Candice Cordero, RN, Bradenton, Florida
“My son is eight, and he has asthma. I’m afraid to bring [COVID-19] home to him,” says Candico Cordero, RN, who recently spent two weeks living in a converted bus to protect her son, her 12-year-old daughter, and her husband. Cordero works in the progressive care unit at Blake Medical Center in Bradenton, Fla., but one day, she showed up to find out they were floating her to the COVID-19 floor.
Cordero, a nurse of 17 years, said she “didn’t get any training” before being sent to the front lines. She said her hospital educator tells nurses to read their emails and check their phones for resources, but nurses know a phone can’t tell you whether you’re putting protective equipment on and taking it off correctly. And Cordero says the hospital keeps PPE locked up.

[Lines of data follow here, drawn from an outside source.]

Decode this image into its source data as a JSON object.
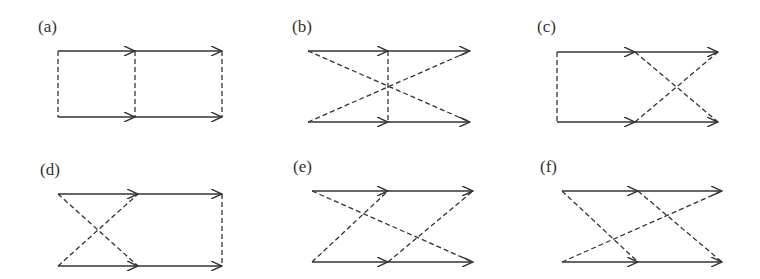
{
  "figure": {
    "colors": {
      "line": "#333333",
      "background": "#ffffff"
    },
    "panels": [
      {
        "id": "a",
        "label": "(a)",
        "label_pos": [
          38,
          32
        ],
        "top_y": 51,
        "bottom_y": 117,
        "x": [
          58,
          135,
          222
        ],
        "dashed": [
          [
            "TL",
            "BL"
          ],
          [
            "TM",
            "BM"
          ],
          [
            "TR",
            "BR"
          ]
        ]
      },
      {
        "id": "b",
        "label": "(b)",
        "label_pos": [
          292,
          32
        ],
        "top_y": 51,
        "bottom_y": 122,
        "x": [
          308,
          388,
          470
        ],
        "dashed": [
          [
            "TL",
            "BR"
          ],
          [
            "BL",
            "TR"
          ],
          [
            "TM",
            "BM"
          ]
        ]
      },
      {
        "id": "c",
        "label": "(c)",
        "label_pos": [
          537,
          32
        ],
        "top_y": 52,
        "bottom_y": 122,
        "x": [
          557,
          635,
          718
        ],
        "dashed": [
          [
            "TL",
            "BL"
          ],
          [
            "TM",
            "BR"
          ],
          [
            "BM",
            "TR"
          ]
        ]
      },
      {
        "id": "d",
        "label": "(d)",
        "label_pos": [
          40,
          175
        ],
        "top_y": 194,
        "bottom_y": 266,
        "x": [
          58,
          138,
          222
        ],
        "dashed": [
          [
            "TL",
            "BM"
          ],
          [
            "BL",
            "TM"
          ],
          [
            "TR",
            "BR"
          ]
        ]
      },
      {
        "id": "e",
        "label": "(e)",
        "label_pos": [
          293,
          172
        ],
        "top_y": 191,
        "bottom_y": 262,
        "x": [
          312,
          388,
          473
        ],
        "dashed": [
          [
            "TL",
            "BR"
          ],
          [
            "BL",
            "TM"
          ],
          [
            "BM",
            "TR"
          ]
        ]
      },
      {
        "id": "f",
        "label": "(f)",
        "label_pos": [
          540,
          172
        ],
        "top_y": 191,
        "bottom_y": 262,
        "x": [
          562,
          638,
          722
        ],
        "dashed": [
          [
            "TL",
            "BM"
          ],
          [
            "BL",
            "TR"
          ],
          [
            "TM",
            "BR"
          ]
        ]
      }
    ]
  }
}
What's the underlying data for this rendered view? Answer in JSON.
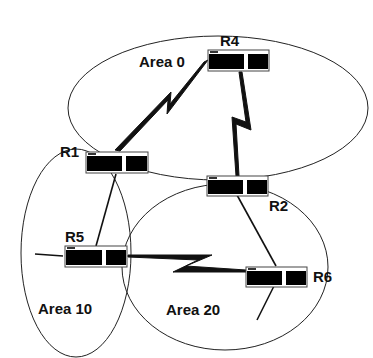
{
  "diagram": {
    "type": "OSPF multi-area network topology",
    "areas": [
      {
        "id": "area0",
        "label": "Area 0"
      },
      {
        "id": "area10",
        "label": "Area 10"
      },
      {
        "id": "area20",
        "label": "Area 20"
      }
    ],
    "routers": [
      {
        "id": "R1",
        "label": "R1"
      },
      {
        "id": "R2",
        "label": "R2"
      },
      {
        "id": "R4",
        "label": "R4"
      },
      {
        "id": "R5",
        "label": "R5"
      },
      {
        "id": "R6",
        "label": "R6"
      }
    ],
    "links": [
      {
        "from": "R1",
        "to": "R4",
        "kind": "serial (lightning)"
      },
      {
        "from": "R4",
        "to": "R2",
        "kind": "serial (lightning)"
      },
      {
        "from": "R5",
        "to": "R6",
        "kind": "serial (lightning)"
      },
      {
        "from": "R1",
        "to": "R5",
        "kind": "line"
      },
      {
        "from": "R2",
        "to": "R6",
        "kind": "line"
      }
    ],
    "colors": {
      "stroke": "#111111",
      "router_body": "#000000",
      "router_frame": "#555555",
      "background": "#ffffff"
    }
  }
}
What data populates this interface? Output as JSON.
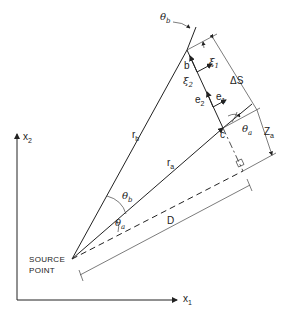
{
  "diagram": {
    "axes": {
      "x1": {
        "label": "x",
        "sub": "1"
      },
      "x2": {
        "label": "x",
        "sub": "2"
      }
    },
    "source_point": {
      "line1": "SOURCE",
      "line2": "POINT"
    },
    "points": {
      "b": "b",
      "c": "c"
    },
    "rays": {
      "rb": {
        "label": "r",
        "sub": "b"
      },
      "ra": {
        "label": "r",
        "sub": "a"
      }
    },
    "angles": {
      "theta_b_top": {
        "label": "θ",
        "sub": "b"
      },
      "theta_b_src": {
        "label": "θ",
        "sub": "b"
      },
      "theta_a_src": {
        "label": "θ",
        "sub": "a"
      },
      "theta_a_c": {
        "label": "θ",
        "sub": "a"
      }
    },
    "vectors": {
      "xi1": {
        "label": "ξ",
        "sub": "1"
      },
      "xi2": {
        "label": "ξ",
        "sub": "2"
      },
      "e1": {
        "label": "e",
        "sub": "1"
      },
      "e2": {
        "label": "e",
        "sub": "2"
      }
    },
    "dimensions": {
      "delta_s": "ΔS",
      "z_a": {
        "label": "Z",
        "sub": "a"
      },
      "d": "D"
    }
  }
}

What will she be doing on Mother’s Day? Taking care of her patients, says Cordero, who is scheduled to work. But she recently completed her 14-day self quarantine in the bus, so she says at least she will be reunited with her family inside the house—“unless I get floated to the COVID-19 unit again.”
Happy Mother’s Day to all the nurses who are separated from their families, and the nurses who are changing their clothes in the garage, bleach wiping everything they touch, and taking every conceivable step to try to protect their patients at work and their families at home. We see you, and we will never stop fighting until all nurses have the COVID-19 protections they need. Visit protectnurses.org to take action.